|
| If this is your first visit, be sure to check out the FAQ by clicking the link above. You may have to register before you can post: click the register link above to proceed. To start viewing messages, select the forum that you want to visit from the selection below. |
|
|||||||
| Register | FAQ | Members List | Calendar | Mark Forums Read |
![]() |
|
|
LinkBack | Thread Tools | Search this Thread | Display Modes |
|
|||
|
Quote:
Here are some panspermia-related links: Definition of panspermia Are We All Aliens? The New Case for Panspermia Society for Life in Space panspermia.org
__________________
Goddard's Journal |
|
|||
|
Please excuse my ignorance here, there seems to be a presupposition with this theory that life evoled on Mars first and then was seeded here by meteorite impact.
I just wonder if there's any basis in science for this supposition. I suspect there must be, but if so, what is it? Why would Martian oceans evolve life before Terran ones?
__________________
There we were in the park when suddenly some old lady says I stole her purse..... I chucked the professor at her but she kept coming..... So I had to hit her with this purse I found. -- Bender |
|
||||
|
The best reason I am aware of is that Mars has a relatively low escape velocity; therefore material can leave that world after a much less energetic impact, allowing the hypothetical microbes inside to survive more easily.
Any impact that sent Earth rocks into orbit would be so energetic it would probably sterilise the material. Such impacts, capable of sending Earth rocks into orbit, are also rare; consider the fact that no material has been found on Earth that originated on Venus, which is of similar size to the Earth; but several meteorites are believed to have come from Mars. So, logically, if any exchange of living material ever took place in the early solar system, it probably came from Mars (or another small body) to the Earth, rather than the other way round. That does not prove that it necessarily did. |
|
||||
|
Quote:
Incidentally, I wouldn't look to "www.panspermia.org" as a reference. It seems to take a "Creation Science" slant. You'll quickly find, among other things, an "Evolution vs. Creationism" page with complaints about "Darwinists." 'Nuff said. |
|
||||
|
I believe the panspermia idea goes back as far as Lord Kelvin. Considering all the superstition of the Middle Ages (or even earlier), meteor showers may have caused some thoughts on this idea as well.
It does not explain how life formed, however, only gives it more time elsewhere to form. I suspect it didn't need it but I skipped biology so don't take me too serious. ![]()
__________________
Lighten up! This is a stellar board! Author: duh. "The Sun, with all the planets revolving around it, and depending on it, can still ripen a bunch of grapes as though it had nothing else in the universe to do..." Author: Galileo supposedly. |
|
|||
|
I would also bet that bacteria can survive a controlled descent via parachute as well as meteorite impact. So how do we know there isn't life on Mars and we put it there? Sort of a man-made panspermia?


Please copy exactly the part of the records below that opens with the line containing "Image is 422x187 pixels." and closes with the line containing "Image is 980x535 pixels.", leaving out any pictures.

__Input records__
>>>>>
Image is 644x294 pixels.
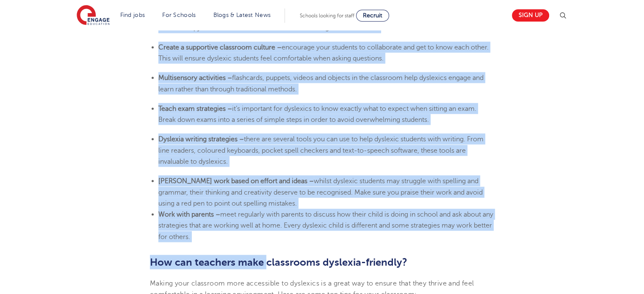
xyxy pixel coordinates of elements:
span: there are several tools you can use to help dyslexic students with writing. From line readers, co... [158,135,483,165]
a: Find jobs [120,11,145,19]
span: whilst dyslexic students may struggle with spelling and grammar, their thinking and creativity de... [158,177,482,207]
span: encourage your students to collaborate and get to know each other. This will ensure dyslexic stud... [158,43,489,62]
span: Schools looking for staff [299,12,354,19]
span: flashcards, puppets, videos and objects in the classroom help dyslexics engage and learn rather t... [158,73,483,93]
a: For Schools [163,11,195,19]
span: meet regularly with parents to discuss how their child is doing in school and ask about any strat... [158,210,493,240]
b: Teach exam strategies – [158,104,232,112]
span: Recruit [363,12,383,19]
b: [PERSON_NAME] work based on effort and ideas – [158,177,314,185]
b: Work with parents – [158,210,220,218]
b: How can teachers make classrooms dyslexia-friendly? [150,256,407,268]
a: Sign up [512,10,549,21]
b: Multisensory activities – [158,73,232,81]
b: Create a supportive classroom culture – [158,43,282,51]
span: Children with dyslexia can lack confidence as they struggle with different things from other stud... [158,1,493,31]
span: it’s important for dyslexics to know exactly what to expect when sitting an exam. Break down exam... [158,104,476,123]
a: Recruit [356,10,390,21]
img: Engage Education [77,5,110,26]
a: Blogs & Latest News [214,11,271,19]
b: Dyslexia writing strategies – [158,135,244,143]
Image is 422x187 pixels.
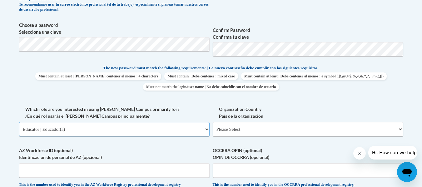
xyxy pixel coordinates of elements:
[241,72,387,80] span: Must contain at least | Debe contener al menos : a symbol (.[!,@,#,$,%,^,&,*,?,_,~,-,(,)])
[368,146,417,160] iframe: Message from company
[353,147,366,160] iframe: Close message
[397,162,417,182] iframe: Button to launch messaging window
[4,4,51,9] span: Hi. How can we help?
[19,106,210,120] label: Which role are you interested in using [PERSON_NAME] Campus primarily for? ¿En qué rol usarás el ...
[164,72,238,80] span: Must contain | Debe contener : mixed case
[19,22,210,36] label: Choose a password Selecciona una clave
[213,27,403,41] label: Confirm Password Confirma tu clave
[19,147,210,161] label: AZ Workforce ID (optional) Identificación de personal de AZ (opcional)
[35,72,161,80] span: Must contain at least | [PERSON_NAME] contener al menos : 4 characters
[143,83,279,91] span: Must not match the login/user name | No debe coincidir con el nombre de usuario
[103,65,319,71] span: The new password must match the following requirements: | La nueva contraseña debe cumplir con lo...
[213,147,403,161] label: OCCRRA OPIN (optional) OPIN DE OCCRRA (opcional)
[213,106,403,120] label: Organization Country País de la organización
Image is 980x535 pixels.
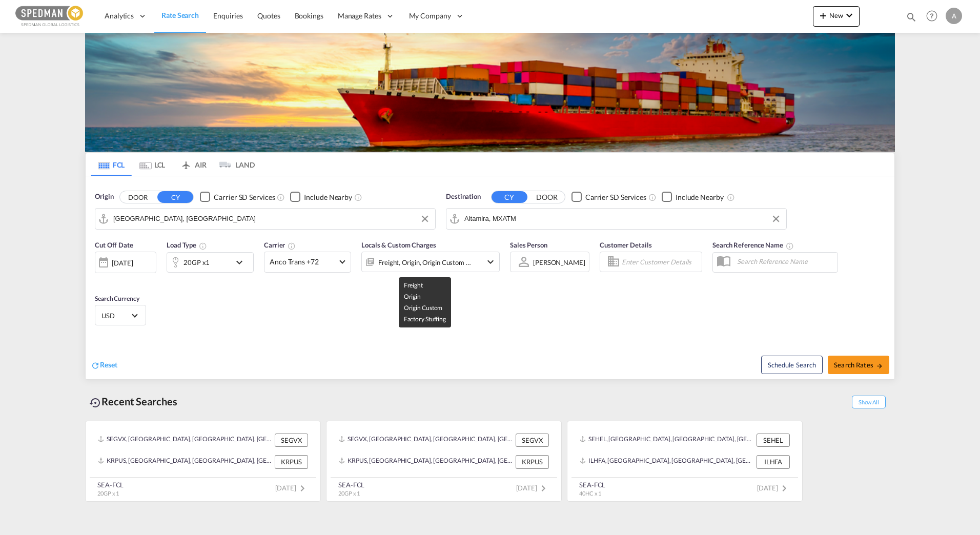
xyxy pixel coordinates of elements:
button: Clear Input [768,211,784,227]
span: Analytics [105,11,134,21]
md-icon: icon-chevron-down [233,256,251,269]
span: 20GP x 1 [339,490,360,497]
md-icon: icon-airplane [180,159,193,167]
recent-search-card: SEHEL, [GEOGRAPHIC_DATA], [GEOGRAPHIC_DATA], [GEOGRAPHIC_DATA], [GEOGRAPHIC_DATA] SEHELILHFA, [GE... [567,421,803,502]
div: 20GP x1 [183,255,210,269]
span: [DATE] [275,484,308,492]
md-icon: icon-chevron-right [778,482,791,495]
span: 20GP x 1 [97,490,119,497]
span: Search Reference Name [712,241,794,249]
input: Search by Port [113,211,430,227]
button: icon-plus 400-fgNewicon-chevron-down [813,6,860,26]
div: SEHEL [756,433,790,447]
md-icon: icon-magnify [905,12,917,23]
div: KRPUS, Busan, Korea, Republic of, Greater China & Far East Asia, Asia Pacific [339,455,513,468]
span: Cut Off Date [95,241,134,249]
div: Include Nearby [676,193,724,203]
input: Enter Customer Details [622,254,699,269]
md-icon: icon-chevron-down [843,9,856,22]
div: A [946,8,962,24]
div: ILHFA [756,455,790,468]
md-icon: icon-plus 400-fg [817,9,829,22]
div: Recent Searches [85,390,182,413]
div: SEGVX, Gavle, Sweden, Northern Europe, Europe [98,433,272,447]
div: 20GP x1icon-chevron-down [167,252,254,273]
div: Freight Origin Origin Custom Factory Stuffingicon-chevron-down [361,252,500,272]
div: SEGVX, Gavle, Sweden, Northern Europe, Europe [339,433,513,447]
img: LCL+%26+FCL+BACKGROUND.png [85,33,895,151]
span: Search Currency [95,295,140,302]
button: DOOR [120,191,156,203]
md-checkbox: Checkbox No Ink [662,192,724,203]
span: Rate Search [162,11,199,19]
div: KRPUS, Busan, Korea, Republic of, Greater China & Far East Asia, Asia Pacific [98,455,272,468]
span: Destination [446,192,481,202]
recent-search-card: SEGVX, [GEOGRAPHIC_DATA], [GEOGRAPHIC_DATA], [GEOGRAPHIC_DATA], [GEOGRAPHIC_DATA] SEGVXKRPUS, [GE... [326,421,561,502]
button: Search Ratesicon-arrow-right [828,356,889,374]
md-datepicker: Select [95,272,103,286]
md-icon: The selected Trucker/Carrierwill be displayed in the rate results If the rates are from another f... [287,242,296,250]
span: Locals & Custom Charges [361,241,436,249]
md-icon: icon-chevron-right [297,482,308,495]
md-icon: Unchecked: Ignores neighbouring ports when fetching rates.Checked : Includes neighbouring ports w... [727,193,735,201]
button: CY [158,191,193,203]
button: Clear Input [417,211,433,227]
md-checkbox: Checkbox No Ink [572,192,646,203]
md-icon: Unchecked: Search for CY (Container Yard) services for all selected carriers.Checked : Search for... [648,193,657,201]
input: Search Reference Name [732,254,838,269]
div: icon-refreshReset [91,360,117,371]
md-tab-item: LAND [214,153,255,175]
recent-search-card: SEGVX, [GEOGRAPHIC_DATA], [GEOGRAPHIC_DATA], [GEOGRAPHIC_DATA], [GEOGRAPHIC_DATA] SEGVXKRPUS, [GE... [85,421,321,502]
md-select: Sales Person: Alf Wassberg [532,255,586,269]
button: DOOR [529,191,565,203]
span: Anco Trans +72 [269,257,336,267]
div: Freight Origin Origin Custom Factory Stuffing [378,255,471,269]
md-icon: Unchecked: Search for CY (Container Yard) services for all selected carriers.Checked : Search for... [276,193,285,201]
div: Origin DOOR CY Checkbox No InkUnchecked: Search for CY (Container Yard) services for all selected... [85,176,895,379]
md-input-container: Helsingborg, SEHEL [96,209,435,229]
span: Quotes [257,12,280,20]
md-icon: icon-chevron-right [537,482,550,495]
span: Sales Person [510,241,547,249]
div: [PERSON_NAME] [533,259,586,266]
div: SEA-FCL [339,480,364,489]
div: Help [923,7,946,26]
span: Enquiries [214,12,243,20]
md-icon: icon-refresh [91,361,100,370]
span: Customer Details [599,241,652,249]
div: SEGVX [516,433,549,447]
md-checkbox: Checkbox No Ink [290,192,352,203]
span: Carrier [264,241,296,249]
span: Bookings [295,12,323,20]
md-select: Select Currency: $ USDUnited States Dollar [100,308,141,323]
md-tab-item: AIR [172,153,214,175]
md-tab-item: FCL [91,153,132,175]
div: [DATE] [95,252,156,273]
span: [DATE] [757,484,791,492]
span: Search Rates [834,361,883,369]
md-icon: icon-backup-restore [89,397,102,409]
div: Carrier SD Services [214,193,275,203]
span: New [817,12,856,19]
md-icon: icon-chevron-down [485,255,497,268]
md-icon: icon-arrow-right [876,363,883,370]
span: USD [102,311,130,321]
md-pagination-wrapper: Use the left and right arrow keys to navigate between tabs [91,153,255,175]
div: SEHEL, Helsingborg, Sweden, Northern Europe, Europe [580,433,754,447]
span: [DATE] [516,484,550,492]
md-checkbox: Checkbox No Ink [200,192,275,203]
input: Search by Port [464,211,781,227]
span: Show All [852,396,886,408]
button: Note: By default Schedule search will only considerorigin ports, destination ports and cut off da... [761,356,822,374]
img: c12ca350ff1b11efb6b291369744d907.png [16,5,85,28]
span: Help [923,7,940,25]
div: KRPUS [516,455,549,468]
span: Freight Origin Origin Custom Factory Stuffing [404,281,446,323]
span: Origin [95,192,113,202]
div: icon-magnify [905,12,917,26]
span: 40HC x 1 [579,490,601,497]
span: Manage Rates [338,11,381,21]
div: KRPUS [275,455,308,468]
div: Carrier SD Services [586,193,646,203]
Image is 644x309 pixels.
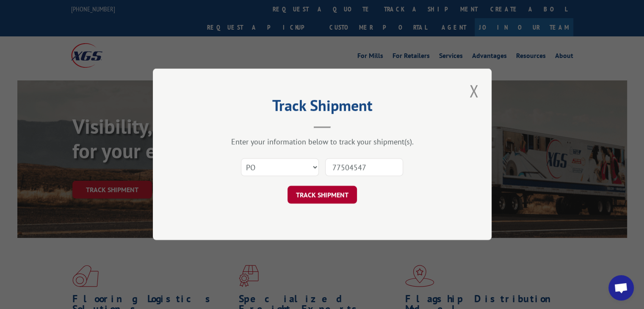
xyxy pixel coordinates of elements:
button: Close modal [467,79,481,102]
div: Enter your information below to track your shipment(s). [195,137,449,147]
input: Number(s) [325,159,403,176]
button: TRACK SHIPMENT [287,186,357,204]
a: Open chat [608,275,634,301]
h2: Track Shipment [195,99,449,116]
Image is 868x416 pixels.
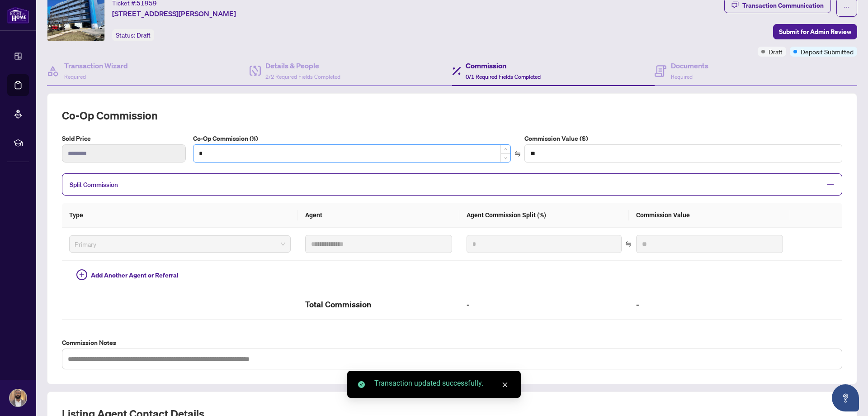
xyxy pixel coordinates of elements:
[844,4,850,10] span: ellipsis
[500,380,510,390] a: Close
[671,74,693,80] span: Required
[501,145,511,153] span: Increase Value
[265,74,340,80] span: 2/2 Required Fields Completed
[76,270,87,280] span: plus-circle
[112,8,236,19] span: [STREET_ADDRESS][PERSON_NAME]
[112,29,154,41] div: Status:
[75,237,285,251] span: Primary
[466,60,541,71] h4: Commission
[62,203,298,228] th: Type
[265,60,340,71] h4: Details & People
[91,270,179,280] span: Add Another Agent or Referral
[10,389,27,406] img: Profile Icon
[305,297,452,312] h2: Total Commission
[832,385,859,411] button: Open asap
[525,133,842,144] label: Commission Value ($)
[467,297,622,312] h2: -
[69,181,118,189] span: Split Commission
[62,338,842,348] label: Commission Notes
[459,203,629,228] th: Agent Commission Split (%)
[375,378,510,389] div: Transaction updated successfully.
[774,24,857,39] button: Submit for Admin Review
[769,47,783,56] span: Draft
[7,7,29,23] img: logo
[137,31,151,39] span: Draft
[504,157,507,160] span: down
[64,60,128,71] h4: Transaction Wizard
[636,297,783,312] h2: -
[62,133,186,144] label: Sold Price
[358,381,365,388] span: check-circle
[671,60,709,71] h4: Documents
[501,153,511,162] span: Decrease Value
[626,241,632,247] span: swap
[64,74,86,80] span: Required
[502,382,508,388] span: close
[504,148,507,151] span: up
[515,151,521,157] span: swap
[193,133,511,144] label: Co-Op Commission (%)
[62,108,842,123] h2: Co-op Commission
[779,25,851,39] span: Submit for Admin Review
[826,181,835,189] span: minus
[801,47,854,56] span: Deposit Submitted
[62,173,842,195] div: Split Commission
[466,74,541,80] span: 0/1 Required Fields Completed
[69,268,186,283] button: Add Another Agent or Referral
[629,203,791,228] th: Commission Value
[298,203,459,228] th: Agent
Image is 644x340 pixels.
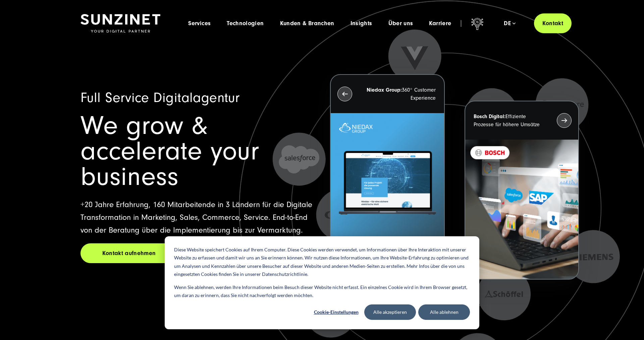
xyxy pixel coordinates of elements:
a: Technologien [226,20,264,27]
strong: Niedax Group: [367,87,402,93]
a: Kontakt [535,13,572,33]
button: Bosch Digital:Effiziente Prozesse für höhere Umsätze BOSCH - Kundeprojekt - Digital Transformatio... [465,100,579,280]
p: +20 Jahre Erfahrung, 160 Mitarbeitende in 3 Ländern für die Digitale Transformation in Marketing,... [81,199,314,237]
a: Kunden & Branchen [280,20,335,27]
a: Karriere [429,20,451,27]
img: SUNZINET Full Service Digital Agentur [81,14,161,33]
strong: Bosch Digital: [474,113,506,120]
div: Cookie banner [165,237,480,330]
div: de [504,20,516,27]
p: Effiziente Prozesse für höhere Umsätze [474,112,545,128]
a: Insights [351,20,372,27]
a: Über uns [389,20,413,27]
h1: We grow & accelerate your business [81,113,314,190]
button: Alle akzeptieren [365,305,416,320]
a: Services [188,20,211,27]
p: Diese Website speichert Cookies auf Ihrem Computer. Diese Cookies werden verwendet, um Informatio... [174,246,470,279]
img: Letztes Projekt von Niedax. Ein Laptop auf dem die Niedax Website geöffnet ist, auf blauem Hinter... [331,113,444,253]
p: Wenn Sie ablehnen, werden Ihre Informationen beim Besuch dieser Website nicht erfasst. Ein einzel... [174,283,470,300]
button: Alle ablehnen [419,305,470,320]
button: Cookie-Einstellungen [310,305,362,320]
a: Kontakt aufnehmen [81,243,178,263]
span: Full Service Digitalagentur [81,90,239,106]
button: Niedax Group:360° Customer Experience Letztes Projekt von Niedax. Ein Laptop auf dem die Niedax W... [330,74,444,254]
p: 360° Customer Experience [365,86,435,102]
img: BOSCH - Kundeprojekt - Digital Transformation Agentur SUNZINET [466,139,578,279]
<<<<<
__Completed exercise__
Image is 422x187 pixels.
xyxy pixel coordinates of elements:
[241,72,387,80] span: Must contain at least | Debe contener al menos : a symbol (.[!,@,#,$,%,^,&,*,?,_,~,-,(,)])
[368,146,417,160] iframe: Message from company
[353,147,366,160] iframe: Close message
[397,162,417,182] iframe: Button to launch messaging window
[4,4,51,9] span: Hi. How can we help?
[19,106,210,120] label: Which role are you interested in using [PERSON_NAME] Campus primarily for? ¿En qué rol usarás el ...
[164,72,238,80] span: Must contain | Debe contener : mixed case
[19,22,210,36] label: Choose a password Selecciona una clave
[213,27,403,41] label: Confirm Password Confirma tu clave
[19,147,210,161] label: AZ Workforce ID (optional) Identificación de personal de AZ (opcional)
[35,72,161,80] span: Must contain at least | [PERSON_NAME] contener al menos : 4 characters
[143,83,279,91] span: Must not match the login/user name | No debe coincidir con el nombre de usuario
[103,65,319,71] span: The new password must match the following requirements: | La nueva contraseña debe cumplir con lo...
[213,147,403,161] label: OCCRRA OPIN (optional) OPIN DE OCCRRA (opcional)
[213,106,403,120] label: Organization Country País de la organización
Image is 980x535 pixels.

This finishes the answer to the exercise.